LEV-Rizzoli publish a collection of ten significant speeches by Benedict XVI

For the first time ten of Benedict XVI’s most momentous speeches during his pontificate have been published in one volume. Titled “With God you are never alone” (“Con Dio non sei mai solo”), the book is published by the Vatican’s publishing house, Libreria Editrice Vaticana (LEV), along with the Italian Rizzoli, and hit the shelves on 9 January, just over a week after the Pope Emeritus’ death on 31 December 2022.

The Preface by Fr. Federico Lombardi, S.J.

The preface is penned by Father Federico Lombardi, S.J., former Director of Vatican Radio, Vatican TV, and of the Holy See Press Office, and currently president of the Vatican Joseph Ratzinger-Benedict XVI Foundation.

The volume proposes a limited selection of the Pope Emeritus’ most significant discourses ranging from his historic speech to the Roman Curia on 22 December 2005, the first year of his Petrine ministry, to his last General Audience on 27 February 2013 after he announced his renunciation, but does not include any of his magisterial writings or documents.

A significant selection

This choice, explains Father Lombardi in his Preface, is “necessarily reductive and to a certain extent questionable”, all the more considering Joseph Ratzinger’s prolific production and dense work, first as a theologian and then as Pope. At the same time, he notes, Benedict XVI’s thought is so coherent, and “organic” as a whole and in its development, “that its main lines can be grasped even starting from a limited choice of his texts”.

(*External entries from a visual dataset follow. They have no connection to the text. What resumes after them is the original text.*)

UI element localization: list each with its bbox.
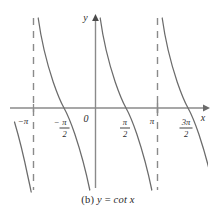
tick-label-pi-over-2-numerator: π (123, 117, 128, 127)
tick-label-three-pi-over-2-denominator: 2 (184, 129, 189, 139)
cotangent-curves (15, 18, 214, 192)
caption-lhs: y (97, 194, 102, 205)
tick-label-neg-pi-over-2-numerator: π (62, 117, 67, 127)
tick-label-pi-over-2: π 2 (120, 117, 130, 139)
tick-label-neg-pi-text: −π (18, 116, 29, 126)
x-axis (10, 104, 210, 111)
origin-label: 0 (84, 113, 89, 124)
cotangent-graph-figure: y x 0 −π − π 2 π 2 π 3π 2 (0, 0, 216, 218)
figure-caption: (b) y = cot x (0, 194, 216, 205)
caption-prefix: (b) (81, 194, 94, 205)
cot-branch-left-partial (15, 122, 32, 192)
tick-label-pi-over-2-denominator: 2 (123, 129, 128, 139)
y-axis (92, 14, 99, 188)
tick-label-neg-pi-over-2-denominator: 2 (62, 129, 67, 139)
tick-label-three-pi-over-2-numerator: 3π (181, 117, 191, 127)
tick-label-pi: π (150, 116, 155, 126)
x-axis-label: x (200, 112, 206, 123)
caption-variable: x (130, 194, 135, 205)
tick-label-three-pi-over-2: 3π 2 (180, 117, 193, 139)
cotangent-plot: y x 0 −π − π 2 π 2 π 3π 2 (0, 0, 216, 218)
cot-branch-left (38, 18, 90, 190)
tick-label-pi-text: π (150, 116, 155, 126)
caption-equals: = (105, 194, 111, 205)
tick-label-neg-pi-over-2: − π 2 (54, 117, 70, 139)
y-axis-label: y (82, 12, 88, 23)
tick-label-neg-pi-over-2-sign: − (54, 117, 60, 127)
caption-function: cot (114, 194, 127, 205)
tick-label-neg-pi: −π (18, 116, 29, 126)
cot-branch-right (162, 18, 214, 190)
cot-branch-middle (100, 18, 152, 190)
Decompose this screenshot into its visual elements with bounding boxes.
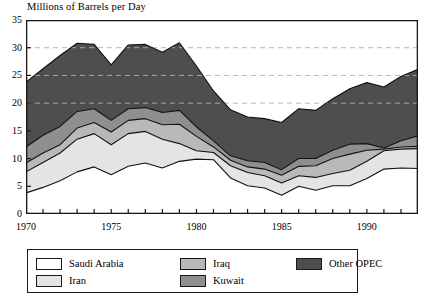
legend-item-iraq: Iraq — [180, 257, 230, 270]
y-tick-label-15: 15 — [0, 126, 22, 136]
legend-swatch-iraq — [180, 258, 206, 270]
plot-area — [26, 20, 418, 214]
x-tick-label-1985: 1985 — [262, 222, 302, 232]
legend-swatch-kuwait — [180, 275, 206, 287]
y-tick-label-25: 25 — [0, 70, 22, 80]
y-tick-label-30: 30 — [0, 43, 22, 53]
legend-item-kuwait: Kuwait — [180, 274, 244, 287]
y-tick-label-0: 0 — [0, 209, 22, 219]
legend-item-iran: Iran — [36, 274, 86, 287]
legend-label-iraq: Iraq — [213, 258, 230, 269]
chart-legend: Saudi ArabiaIranIraqKuwaitOther OPEC — [27, 249, 358, 293]
legend-label-saudi-arabia: Saudi Arabia — [69, 258, 124, 269]
chart-title: Millions of Barrels per Day — [27, 1, 146, 13]
stacked-area-plot — [26, 20, 418, 214]
legend-swatch-other-opec — [296, 258, 322, 270]
legend-label-other-opec: Other OPEC — [329, 258, 382, 269]
y-tick-label-20: 20 — [0, 98, 22, 108]
legend-item-saudi-arabia: Saudi Arabia — [36, 257, 124, 270]
legend-swatch-iran — [36, 275, 62, 287]
y-tick-label-5: 5 — [0, 181, 22, 191]
legend-label-iran: Iran — [69, 275, 86, 286]
x-tick-label-1990: 1990 — [347, 222, 387, 232]
legend-swatch-saudi-arabia — [36, 258, 62, 270]
x-tick-label-1975: 1975 — [91, 222, 131, 232]
chart-figure: Millions of Barrels per Day 051015202530… — [0, 0, 433, 296]
x-tick-label-1980: 1980 — [176, 222, 216, 232]
y-tick-label-35: 35 — [0, 15, 22, 25]
y-tick-label-10: 10 — [0, 154, 22, 164]
legend-item-other-opec: Other OPEC — [296, 257, 382, 270]
x-tick-label-1970: 1970 — [6, 222, 46, 232]
legend-label-kuwait: Kuwait — [213, 275, 244, 286]
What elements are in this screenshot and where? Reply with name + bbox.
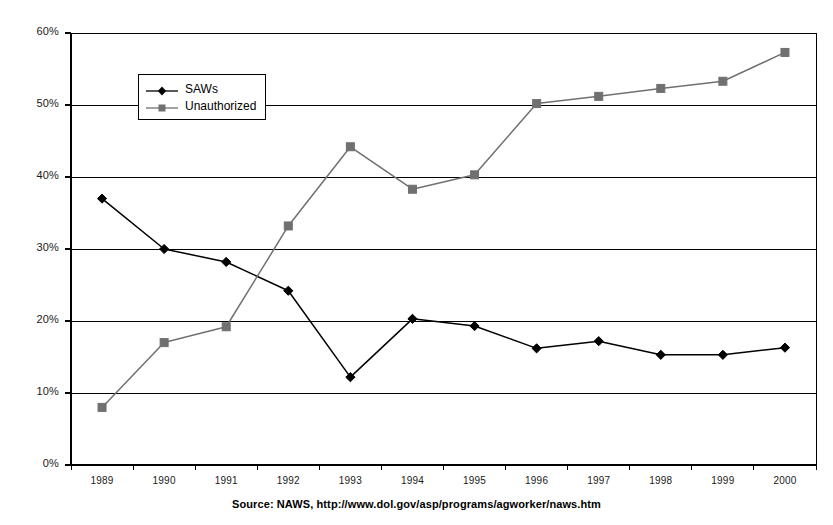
y-axis-tick-label: 30% (19, 241, 59, 253)
y-axis-tick-label: 50% (19, 97, 59, 109)
x-axis-tick-label: 1992 (258, 475, 318, 486)
square-marker-icon (145, 100, 179, 112)
y-axis-tick-label: 40% (19, 169, 59, 181)
y-axis-tick-label: 20% (19, 313, 59, 325)
x-axis-tick-label: 2000 (755, 475, 815, 486)
legend-item-unauthorized: Unauthorized (145, 97, 256, 114)
x-axis-tick-label: 1998 (631, 475, 691, 486)
x-axis-tick-label: 1995 (445, 475, 505, 486)
diamond-marker-icon (145, 83, 179, 95)
x-axis-tick-label: 1996 (507, 475, 567, 486)
x-axis-tick-label: 1991 (196, 475, 256, 486)
y-axis-tick-label: 60% (19, 25, 59, 37)
x-axis-tick-label: 1990 (134, 475, 194, 486)
x-axis-tick-label: 1989 (72, 475, 132, 486)
legend-label-saws: SAWs (185, 82, 218, 96)
y-axis-tick-label: 10% (19, 385, 59, 397)
x-axis-tick-label: 1994 (382, 475, 442, 486)
chart-legend: SAWs Unauthorized (138, 74, 266, 120)
x-axis-tick-label: 1999 (693, 475, 753, 486)
chart-container: 0%10%20%30%40%50%60% 1989199019911992199… (0, 0, 833, 525)
y-axis-tick-label: 0% (19, 457, 59, 469)
legend-label-unauthorized: Unauthorized (185, 99, 256, 113)
line-chart-plot (0, 0, 833, 525)
source-caption: Source: NAWS, http://www.dol.gov/asp/pro… (0, 498, 833, 510)
x-axis-tick-label: 1997 (569, 475, 629, 486)
x-axis-tick-label: 1993 (320, 475, 380, 486)
legend-item-saws: SAWs (145, 80, 256, 97)
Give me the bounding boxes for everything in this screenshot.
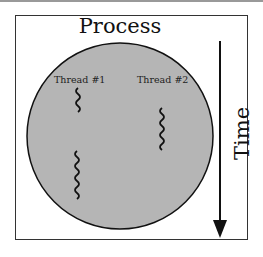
diagram-canvas [0, 0, 263, 257]
process-circle [27, 43, 213, 229]
thread-1-label: Thread #1 [54, 74, 105, 85]
time-arrow-head-icon [213, 220, 227, 238]
process-title: Process [0, 14, 240, 38]
thread-2-label: Thread #2 [137, 74, 188, 85]
time-axis-label: Time [228, 120, 256, 160]
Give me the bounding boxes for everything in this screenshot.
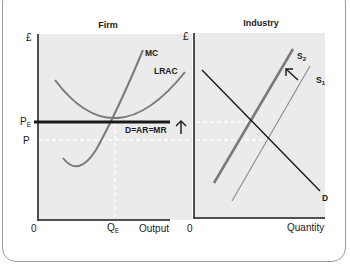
pe-label: PE	[20, 116, 32, 128]
industry-panel: Industry £ 0 Quantity S2 S1 D	[183, 18, 328, 234]
industry-origin-label: 0	[187, 223, 193, 234]
firm-y-axis-label: £	[26, 32, 32, 43]
mc-label: MC	[145, 48, 158, 58]
p-label: P	[23, 135, 30, 146]
industry-demand-label: D	[322, 193, 328, 203]
demand-label: D=AR=MR	[125, 125, 167, 135]
firm-panel: Firm £ PE P 0 QE Output MC LRAC D=AR=MR	[20, 20, 196, 234]
quantity-label: Quantity	[287, 222, 324, 233]
industry-y-axis-label: £	[183, 31, 189, 42]
qe-label: QE	[107, 222, 120, 234]
economics-diagram: Firm £ PE P 0 QE Output MC LRAC D=AR=MR …	[0, 0, 350, 265]
output-label: Output	[139, 223, 169, 234]
industry-title: Industry	[243, 18, 279, 28]
lrac-label: LRAC	[154, 66, 178, 76]
firm-origin-label: 0	[31, 223, 37, 234]
firm-title: Firm	[98, 20, 118, 30]
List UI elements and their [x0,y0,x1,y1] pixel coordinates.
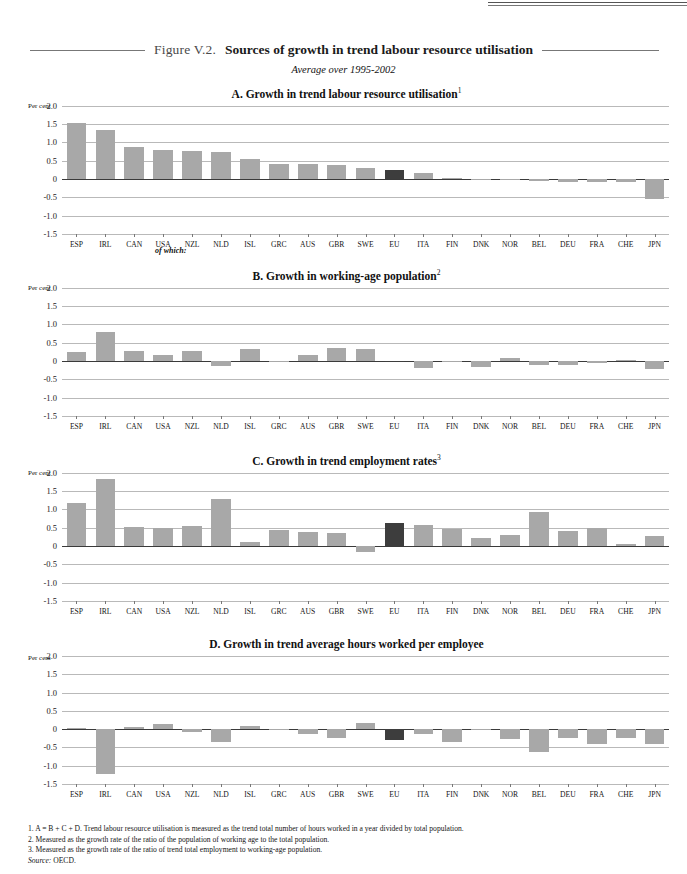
x-tick [91,601,120,605]
bar-cell [438,288,467,416]
x-label-irl: IRL [91,240,120,249]
x-tick [525,784,554,788]
y-tick-label: -0.5 [44,742,57,752]
x-tick [264,601,293,605]
bar-jpn [645,536,665,546]
x-label-che: CHE [611,422,640,431]
x-tick [120,416,149,420]
bar-cell [207,288,236,416]
x-tick [178,784,207,788]
x-label-swe: SWE [351,422,380,431]
bar-cell [467,106,496,234]
x-label-irl: IRL [91,607,120,616]
bar-grc [269,530,289,546]
bar-cell [207,106,236,234]
bar-che [616,179,636,182]
y-tick-label: 2.0 [46,468,57,478]
x-label-dnk: DNK [467,607,496,616]
x-tick [178,416,207,420]
panel-title-d: D. Growth in trend average hours worked … [0,638,687,650]
x-tick [178,234,207,238]
panel-footnote-marker: 2 [437,268,441,277]
x-label-che: CHE [611,790,640,799]
bar-cell [351,106,380,234]
x-label-usa: USA [149,422,178,431]
bar-cell [351,656,380,784]
x-label-fra: FRA [582,240,611,249]
x-label-deu: DEU [553,240,582,249]
y-tick-label: 0.5 [46,338,57,348]
footnote-3: 3. Measured as the growth rate of the ra… [28,845,663,856]
bar-cell [62,106,91,234]
x-tick [525,416,554,420]
x-tick [293,234,322,238]
y-tick-label: 0.5 [46,156,57,166]
source-label: Source: [28,856,51,865]
bar-cell [235,656,264,784]
x-tick-marks [62,234,669,238]
x-tick [149,601,178,605]
x-tick-marks [62,416,669,420]
bar-cell [322,106,351,234]
x-tick [207,784,236,788]
bar-cell [149,656,178,784]
plot-area-d: 2.01.51.00.50-0.5-1.0-1.5ESPIRLCANUSANZL… [62,656,669,784]
chart-panel-a: A. Growth in trend labour resource utili… [0,86,687,234]
bar-esp [67,503,87,546]
bar-cell [611,473,640,601]
bar-fra [587,528,607,546]
bar-cell [582,473,611,601]
bar-cell [640,106,669,234]
bar-cell [409,473,438,601]
x-label-eu: EU [380,240,409,249]
bar-group [62,106,669,234]
y-tick-label: -1.0 [44,761,57,771]
bar-cell [149,288,178,416]
source-value: OECD. [53,856,76,865]
bar-cell [91,288,120,416]
x-tick [553,416,582,420]
bar-cell [264,288,293,416]
bar-grc [269,729,289,730]
x-label-fin: FIN [438,422,467,431]
figure-title: Sources of growth in trend labour resour… [225,42,533,58]
bar-bel [529,179,549,181]
x-axis-labels: ESPIRLCANUSANZLNLDISLGRCAUSGBRSWEEUITAFI… [62,422,669,431]
x-label-che: CHE [611,240,640,249]
bar-dnk [471,538,491,546]
x-label-irl: IRL [91,422,120,431]
x-tick [264,416,293,420]
x-label-gbr: GBR [322,422,351,431]
bar-nor [500,179,520,180]
chart-panel-c: C. Growth in trend employment rates3Per … [0,453,687,601]
bar-cell [467,656,496,784]
bar-nor [500,535,520,546]
bar-cell [322,473,351,601]
x-label-irl: IRL [91,790,120,799]
x-label-nor: NOR [496,240,525,249]
bar-cell [120,473,149,601]
x-tick [467,234,496,238]
x-tick [62,784,91,788]
x-tick [467,784,496,788]
x-tick [322,601,351,605]
y-tick-label: 1.0 [46,319,57,329]
x-tick [553,234,582,238]
x-label-ita: ITA [409,422,438,431]
panel-footnote-marker: 3 [437,453,441,462]
x-label-aus: AUS [293,422,322,431]
y-tick-label: 2.0 [46,283,57,293]
x-label-grc: GRC [264,790,293,799]
bar-cell [264,106,293,234]
x-label-esp: ESP [62,240,91,249]
bar-aus [298,729,318,733]
x-label-fin: FIN [438,607,467,616]
x-tick [409,601,438,605]
bar-cell [120,656,149,784]
bar-esp [67,728,87,729]
x-tick-marks [62,601,669,605]
bar-eu [385,170,405,179]
y-tick-label: 1.5 [46,301,57,311]
x-tick [582,601,611,605]
x-label-gbr: GBR [322,240,351,249]
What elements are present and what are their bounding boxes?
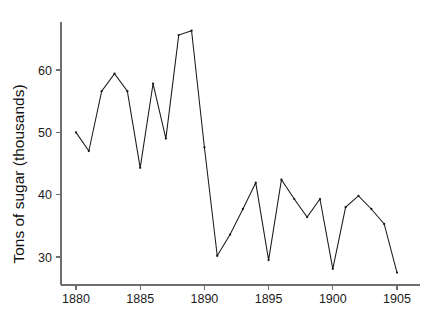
data-point-marker	[152, 83, 154, 85]
x-tick-label: 1895	[255, 292, 283, 306]
data-point-marker	[267, 259, 269, 261]
data-point-marker	[113, 73, 115, 75]
data-point-marker	[293, 198, 295, 200]
line-chart-figure: 188018851890189519001905 30405060 Tons o…	[0, 0, 441, 325]
tick-marks-group	[56, 70, 397, 290]
data-point-marker	[178, 34, 180, 36]
data-point-marker	[165, 137, 167, 139]
data-point-marker	[370, 208, 372, 210]
data-point-marker	[255, 182, 257, 184]
data-point-marker	[88, 150, 90, 152]
x-tick-label: 1890	[190, 292, 218, 306]
data-point-marker	[139, 167, 141, 169]
y-tick-label: 30	[38, 251, 52, 265]
y-axis-title: Tons of sugar (thousands)	[10, 84, 27, 263]
data-point-marker	[126, 90, 128, 92]
x-tick-label: 1885	[126, 292, 154, 306]
data-point-marker	[101, 90, 103, 92]
data-point-marker	[332, 268, 334, 270]
chart-canvas: 188018851890189519001905 30405060 Tons o…	[0, 0, 441, 325]
axes-group	[61, 22, 420, 285]
data-point-marker	[306, 216, 308, 218]
x-tick-label: 1880	[62, 292, 90, 306]
data-point-marker	[216, 255, 218, 257]
data-point-marker	[190, 30, 192, 32]
data-point-marker	[242, 208, 244, 210]
y-tick-labels-group: 30405060	[38, 64, 52, 265]
x-tick-label: 1900	[319, 292, 347, 306]
y-tick-label: 40	[38, 188, 52, 202]
data-point-marker	[344, 206, 346, 208]
y-tick-label: 60	[38, 64, 52, 78]
data-point-marker	[396, 271, 398, 273]
x-tick-labels-group: 188018851890189519001905	[62, 292, 411, 306]
x-tick-label: 1905	[383, 292, 411, 306]
data-point-marker	[383, 223, 385, 225]
data-point-marker	[203, 146, 205, 148]
data-point-marker	[75, 131, 77, 133]
data-point-marker	[280, 179, 282, 181]
y-tick-label: 50	[38, 126, 52, 140]
data-line	[76, 31, 397, 273]
data-series-group	[75, 30, 398, 274]
data-point-marker	[357, 195, 359, 197]
data-point-marker	[319, 198, 321, 200]
data-point-marker	[229, 233, 231, 235]
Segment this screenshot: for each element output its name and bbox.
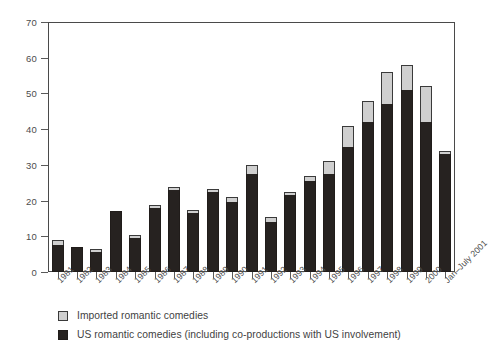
y-axis-tick-label: 20 <box>1 195 37 206</box>
bar-group <box>207 189 219 272</box>
bar-segment-us <box>110 211 122 272</box>
y-axis-tick <box>41 165 48 166</box>
bar-segment-us <box>284 195 296 272</box>
y-axis-tick-label: 60 <box>1 52 37 63</box>
legend-swatch-us-icon <box>58 330 68 340</box>
bar-group <box>149 205 161 272</box>
bar-segment-imported <box>381 72 393 104</box>
bar-segment-us <box>149 208 161 272</box>
bar-group <box>226 197 238 272</box>
bar-group <box>362 101 374 272</box>
y-axis-tick <box>41 58 48 59</box>
y-axis-tick <box>41 129 48 130</box>
bar-group <box>401 65 413 272</box>
bar-segment-us <box>246 174 258 272</box>
y-axis-tick-label: 10 <box>1 231 37 242</box>
bar-segment-imported <box>362 101 374 122</box>
legend-swatch-imported-icon <box>58 311 68 321</box>
y-axis-tick-label: 50 <box>1 88 37 99</box>
bar-group <box>284 192 296 272</box>
y-axis-tick <box>41 93 48 94</box>
bar-segment-imported <box>420 86 432 122</box>
bar-segment-us <box>187 213 199 272</box>
bar-segment-us <box>207 192 219 272</box>
bar-segment-imported <box>401 65 413 90</box>
bar-group <box>439 151 451 272</box>
bar-group <box>246 165 258 272</box>
bar-group <box>381 72 393 272</box>
bar-group <box>168 187 180 272</box>
bar-group <box>420 86 432 272</box>
y-axis-tick <box>41 22 48 23</box>
bar-segment-us <box>401 90 413 272</box>
y-axis-tick <box>41 236 48 237</box>
legend-label-us: US romantic comedies (including co-produ… <box>77 329 401 340</box>
bars-layer <box>48 22 455 272</box>
bar-group <box>265 217 277 272</box>
bar-group <box>323 161 335 272</box>
bar-segment-us <box>420 122 432 272</box>
y-axis-tick-label: 30 <box>1 159 37 170</box>
legend-item-us: US romantic comedies (including co-produ… <box>58 325 468 344</box>
bar-segment-us <box>304 181 316 272</box>
bar-group <box>187 210 199 272</box>
bar-group <box>110 211 122 272</box>
bar-segment-us <box>226 202 238 272</box>
bar-segment-imported <box>246 165 258 174</box>
y-axis-tick-label: 40 <box>1 124 37 135</box>
y-axis-tick <box>41 201 48 202</box>
bar-segment-us <box>265 222 277 272</box>
bar-segment-imported <box>342 126 354 147</box>
bar-segment-us <box>323 174 335 272</box>
bar-segment-us <box>168 190 180 272</box>
bar-segment-us <box>342 147 354 272</box>
bar-segment-us <box>362 122 374 272</box>
bar-group <box>52 240 64 272</box>
bar-segment-imported <box>323 161 335 174</box>
legend-item-imported: Imported romantic comedies <box>58 306 468 325</box>
bar-segment-us <box>52 245 64 272</box>
bar-segment-us <box>381 104 393 272</box>
legend-label-imported: Imported romantic comedies <box>77 310 208 321</box>
bar-group <box>129 235 141 272</box>
bar-group <box>342 126 354 272</box>
bar-group <box>304 176 316 272</box>
chart-legend: Imported romantic comedies US romantic c… <box>58 306 468 344</box>
bar-segment-us <box>439 154 451 272</box>
y-axis-tick-label: 70 <box>1 17 37 28</box>
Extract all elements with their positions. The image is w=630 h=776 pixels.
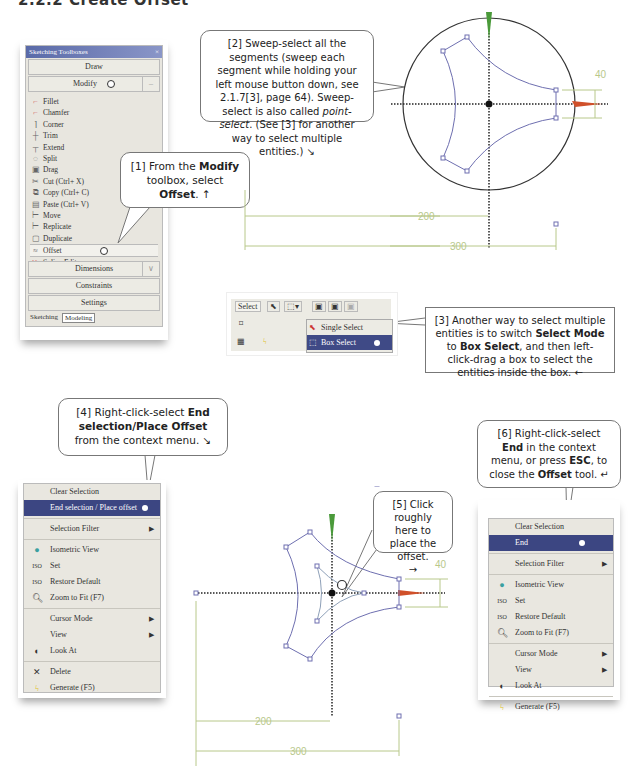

The texts selected have been pronounced in different times, places and contexts, addressing the main issues that underpinned his pontificate and entire theological thought: from the relationship between faith and reason, to the ongoing search for God in the modern secularized society, to the question of the presence of God in the face of evil, to the reception of the Council. It also includes his homily closing the the Year for Priests (2009-2010), one of his numerous interventions on the subject of clerical sexual abuse, which emerged dramatically during his pontificate.

Benedict XVI’ concern for Europe losing its Christian roots

Wherether in the Vatican, or at Westminster Hall in London, or in Paris (Collège des Bernardins), or in Germany (Berlin, Cologne, Auschwitz), all the discourses chosen for the book were prounounced in a European country.

This, remarks Father Lombardi, is not coincidental: “The last ‘European Pope’ thoroughly knows the culture and history of his continent, and is convinced that it is no coincidence that the form assumed by the Christian faith in dialogue with reason was formed in Europe.”

A passion for dialogue between reason and faith

What emerges distinctly from these ten great speeches is Benedict XVI’s passionate desire “to practice personally and to propose to all the lived dialogue between reason and faith as a necessary way for the good and salvation of each one and of the entire human family in the face of the dramatic challenges of our time”, concludes the preface. (Lisa Zengarini/Vatican News)

“Pope Benedict poses to the men of our time the question whether the objective reason that manifests itself in nature, investigated and known by man’s subjective reason, does not presuppose a creative Reason that founds both, and recalls man’s responsibility before God and the recognition of the inviolable dignity of every human person, made in the image of God.”